Nor will unravelling 43 years of co-negotiated food legislation – part of some 12,295 EU regulations – happen in two years.

According to some estimates 98% of UK food law is based on EU law and according to professor Lang, the enormity of renegotiating labelling requirements, trade agreements, safety regulations and labour rights – to name but a few – will be magnified because the UK currently does not have enough people to do so.

“The British government has spent all its time cutting the number of civil servants. Six years ago the Food Standards Agency (FSA) had five floors – now they have two. There’s no one there to do this.

epnew
Farage addressed the EU Parliament today with a small British flag at his side.

“And Britain has almost no experience in world trade negotiations because we’ve done them through the EU. It would be a farce if it wasn’t such a tragedy.”

The EU is unlikely to grant the UK the same trade benefits it enjoyed pre-Brexit. German chancellor Angela Merkel has said it cannot expect to keep the privileges of EU ties without any of the obligations.

Meanwhile UK Indepedence Party (UKIP) leader Nigel Farage was laughed at and booed by MEPs at an extraordinary plenary session in Brussels earlier today as he told the EU to "grow up"​ and grant the UK tariff-free trade with the single market so that Britain could “fulfil [its] global ambitions”.

Will negotiations be independently monitored?

So which of the three options would professor Lang go for? He is loath to make a choice – “they are all crazy​” - but given that this situation is now a reality, he says the most important is to ensure there is a massive intake of civil servants to run and oversee the negotiations.

Parallel to this, and more importantly, he says there must be independent academics and scientists who come together to establish a monitoring system “to make damn sure big food business and other nasty elements don’t have a lovely time speculating with our food.”

It is imperative this monitoring system is independent, audited and held to public account, and professor Lang is in the process of calling together interested parties to participate. While he could not say who he had contacted, he confirmed he has had a lot of interest from academics in all sectors: “In all sectors, there is outrage.” 

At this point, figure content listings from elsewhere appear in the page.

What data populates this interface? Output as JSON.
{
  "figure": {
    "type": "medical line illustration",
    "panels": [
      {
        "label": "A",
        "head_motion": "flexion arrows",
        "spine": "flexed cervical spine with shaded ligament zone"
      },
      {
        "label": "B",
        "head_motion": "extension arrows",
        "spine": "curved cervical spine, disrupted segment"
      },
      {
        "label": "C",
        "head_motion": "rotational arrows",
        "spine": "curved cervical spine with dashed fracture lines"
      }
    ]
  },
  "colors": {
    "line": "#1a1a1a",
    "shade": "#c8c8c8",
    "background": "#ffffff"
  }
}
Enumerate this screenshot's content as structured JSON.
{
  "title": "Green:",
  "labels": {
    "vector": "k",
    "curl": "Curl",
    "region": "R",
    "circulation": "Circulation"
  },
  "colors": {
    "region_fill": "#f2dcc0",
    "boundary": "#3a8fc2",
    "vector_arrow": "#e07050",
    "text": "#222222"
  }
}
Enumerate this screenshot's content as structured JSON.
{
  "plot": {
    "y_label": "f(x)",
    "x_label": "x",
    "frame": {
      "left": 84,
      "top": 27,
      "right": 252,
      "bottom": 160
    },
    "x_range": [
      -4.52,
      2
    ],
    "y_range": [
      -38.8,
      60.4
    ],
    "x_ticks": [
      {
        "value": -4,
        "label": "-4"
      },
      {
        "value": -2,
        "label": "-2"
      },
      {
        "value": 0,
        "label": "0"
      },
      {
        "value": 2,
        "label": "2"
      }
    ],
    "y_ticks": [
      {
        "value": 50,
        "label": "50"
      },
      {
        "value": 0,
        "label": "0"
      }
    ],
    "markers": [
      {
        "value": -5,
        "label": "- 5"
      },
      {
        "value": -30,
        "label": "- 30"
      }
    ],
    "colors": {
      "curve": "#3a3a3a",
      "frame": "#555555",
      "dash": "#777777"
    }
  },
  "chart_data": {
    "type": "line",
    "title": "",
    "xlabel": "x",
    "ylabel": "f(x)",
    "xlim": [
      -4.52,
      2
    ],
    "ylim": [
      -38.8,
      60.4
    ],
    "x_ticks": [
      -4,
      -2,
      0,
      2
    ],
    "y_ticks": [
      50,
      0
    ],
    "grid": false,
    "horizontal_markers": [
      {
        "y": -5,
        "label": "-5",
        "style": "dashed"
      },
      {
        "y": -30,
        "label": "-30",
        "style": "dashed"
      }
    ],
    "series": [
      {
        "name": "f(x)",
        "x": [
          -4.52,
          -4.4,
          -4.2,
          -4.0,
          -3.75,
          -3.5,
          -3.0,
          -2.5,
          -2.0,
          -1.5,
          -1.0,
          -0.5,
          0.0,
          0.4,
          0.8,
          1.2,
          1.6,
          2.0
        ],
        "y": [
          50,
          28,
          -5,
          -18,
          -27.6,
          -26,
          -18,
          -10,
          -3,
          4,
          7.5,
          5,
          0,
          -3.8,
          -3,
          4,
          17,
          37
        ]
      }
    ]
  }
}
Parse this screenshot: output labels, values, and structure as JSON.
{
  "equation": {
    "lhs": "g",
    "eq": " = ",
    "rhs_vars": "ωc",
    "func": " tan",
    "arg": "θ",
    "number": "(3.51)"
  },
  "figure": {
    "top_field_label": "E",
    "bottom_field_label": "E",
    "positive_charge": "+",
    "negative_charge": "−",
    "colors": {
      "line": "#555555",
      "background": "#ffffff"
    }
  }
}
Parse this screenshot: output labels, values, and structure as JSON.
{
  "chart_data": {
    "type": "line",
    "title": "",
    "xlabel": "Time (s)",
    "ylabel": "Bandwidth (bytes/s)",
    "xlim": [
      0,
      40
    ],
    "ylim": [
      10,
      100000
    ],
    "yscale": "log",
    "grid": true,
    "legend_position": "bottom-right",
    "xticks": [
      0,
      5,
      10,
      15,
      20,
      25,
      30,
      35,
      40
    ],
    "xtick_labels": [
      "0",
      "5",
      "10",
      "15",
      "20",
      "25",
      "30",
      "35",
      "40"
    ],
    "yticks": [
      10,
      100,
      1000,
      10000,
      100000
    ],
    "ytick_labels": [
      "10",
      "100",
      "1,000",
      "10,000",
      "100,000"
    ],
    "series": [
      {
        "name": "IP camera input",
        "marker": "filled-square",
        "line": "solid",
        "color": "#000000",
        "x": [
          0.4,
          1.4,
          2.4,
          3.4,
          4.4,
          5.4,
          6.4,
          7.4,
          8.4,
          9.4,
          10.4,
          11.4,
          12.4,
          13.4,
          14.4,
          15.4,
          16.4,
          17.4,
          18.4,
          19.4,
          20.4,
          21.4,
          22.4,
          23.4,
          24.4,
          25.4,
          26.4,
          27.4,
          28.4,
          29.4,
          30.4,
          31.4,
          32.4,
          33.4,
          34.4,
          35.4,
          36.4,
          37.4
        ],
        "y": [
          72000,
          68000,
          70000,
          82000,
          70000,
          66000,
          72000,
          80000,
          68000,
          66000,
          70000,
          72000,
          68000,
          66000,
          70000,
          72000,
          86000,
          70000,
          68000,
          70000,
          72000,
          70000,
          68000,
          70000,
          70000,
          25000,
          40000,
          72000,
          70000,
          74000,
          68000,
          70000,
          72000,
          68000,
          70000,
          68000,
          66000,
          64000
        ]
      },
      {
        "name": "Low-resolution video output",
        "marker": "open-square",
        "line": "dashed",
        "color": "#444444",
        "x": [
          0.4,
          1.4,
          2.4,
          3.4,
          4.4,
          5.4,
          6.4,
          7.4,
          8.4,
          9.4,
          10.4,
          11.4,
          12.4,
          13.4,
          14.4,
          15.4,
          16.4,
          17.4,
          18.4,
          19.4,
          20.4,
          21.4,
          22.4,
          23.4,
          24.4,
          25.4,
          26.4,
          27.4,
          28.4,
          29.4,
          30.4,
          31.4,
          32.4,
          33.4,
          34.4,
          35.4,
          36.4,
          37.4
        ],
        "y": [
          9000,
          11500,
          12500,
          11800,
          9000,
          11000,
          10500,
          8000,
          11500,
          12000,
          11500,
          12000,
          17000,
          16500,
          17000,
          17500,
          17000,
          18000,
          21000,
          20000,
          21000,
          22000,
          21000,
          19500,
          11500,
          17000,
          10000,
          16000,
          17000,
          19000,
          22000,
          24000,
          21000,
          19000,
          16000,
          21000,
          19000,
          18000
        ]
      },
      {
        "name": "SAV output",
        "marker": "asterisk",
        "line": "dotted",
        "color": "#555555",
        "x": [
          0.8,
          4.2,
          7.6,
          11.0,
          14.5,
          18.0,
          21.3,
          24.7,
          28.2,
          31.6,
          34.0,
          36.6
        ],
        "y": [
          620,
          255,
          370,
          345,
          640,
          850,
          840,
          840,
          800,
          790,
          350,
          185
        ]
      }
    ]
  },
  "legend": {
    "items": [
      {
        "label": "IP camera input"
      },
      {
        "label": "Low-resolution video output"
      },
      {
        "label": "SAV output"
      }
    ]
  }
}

'a period of complete chaos'

Professor Lang’s feelings of incredulity and anger have been echoed by others in the food sector, an industry not normally given to using dramatic words lightly.

Yesterday, director general of the UK’s food trade group Food and Drink Federation (FDF) Ian Wright told attendees at a conference held by the Grocery Code Adjudicator the country is now facing “a period of complete chaos”.

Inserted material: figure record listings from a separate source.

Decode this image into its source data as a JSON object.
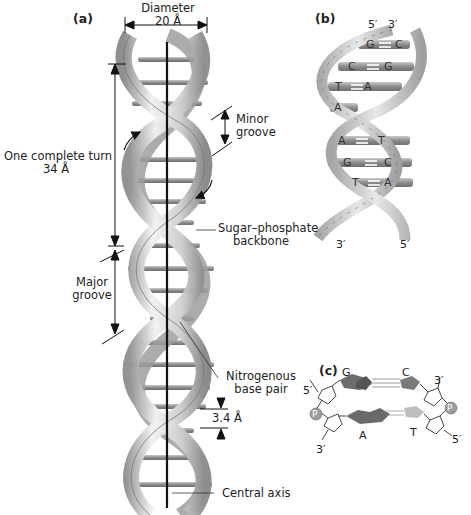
{
  "figure": {
    "panels": [
      {
        "id": "a",
        "label": "(a)"
      },
      {
        "id": "b",
        "label": "(b)"
      },
      {
        "id": "c",
        "label": "(c)"
      }
    ],
    "panel_a": {
      "diameter_label": "Diameter",
      "diameter_value": "20 Å",
      "turn_label": "One complete turn",
      "turn_value": "34 Å",
      "minor_groove": [
        "Minor",
        "groove"
      ],
      "major_groove": [
        "Major",
        "groove"
      ],
      "backbone": [
        "Sugar–phosphate",
        "backbone"
      ],
      "base_pair": [
        "Nitrogenous",
        "base pair"
      ],
      "rise_value": "3.4 Å",
      "axis_label": "Central axis"
    },
    "panel_b": {
      "top_left_end": "5′",
      "top_right_end": "3′",
      "bottom_left_end": "3′",
      "bottom_right_end": "5′",
      "base_pairs": [
        [
          "G",
          "C"
        ],
        [
          "C",
          "G"
        ],
        [
          "T",
          "A"
        ],
        [
          "A",
          ""
        ],
        [
          "A",
          "T"
        ],
        [
          "G",
          "C"
        ],
        [
          "T",
          "A"
        ]
      ],
      "backbone_letters": [
        "P",
        "S"
      ]
    },
    "panel_c": {
      "top_pair": [
        "G",
        "C"
      ],
      "bottom_pair": [
        "A",
        "T"
      ],
      "left_top_end": "5′",
      "left_bottom_end": "3′",
      "right_top_end": "3′",
      "right_bottom_end": "5′",
      "phosphate": "P"
    },
    "colors": {
      "ribbon_light": "#e9e9e9",
      "ribbon_mid": "#bdbdbd",
      "ribbon_dark": "#8a8a8a",
      "base_rung": "#9a9a9a",
      "axis": "#111111",
      "phosphate": "#9c9c9c"
    }
  }
}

“The country is leaderless on both sides. The remain camp has no plan B and those who voted leave have no plan at all. We face months of profound uncertainty.”

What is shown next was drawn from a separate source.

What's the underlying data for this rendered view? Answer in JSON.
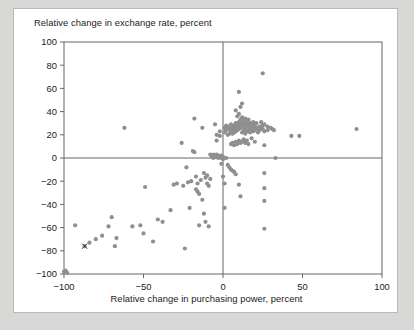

Meanwhile on Monday the head of the National Farmers Union (NFU), which opposed Brexit but chose not to campaign against it or advise members how to vote, called the referendum result “a political car crash”​. Meurig Raymond told The Guardian​ the country should brace itself for higher food prices given its reliance on food imports from the EU combined with the pound falling to a 31-year low against the dollar yesterday.

Although Bank of England director Mark Carey has sought to reassure business, saying banks’ finances are in a better state than before the 2008 crisis, a report published yesterday by the Institute of Directors​(IoD) found little confidence among business leaders.

24% of firms surveyed said they planned to freeze recruitment while 36% said they would cut investment following the Brexit result. A further 5% planned to make redundancies. IoD’s director general Simon Walker spoke bluntly: “We can’t sugar-coat this, many of our members are feeling anxious.”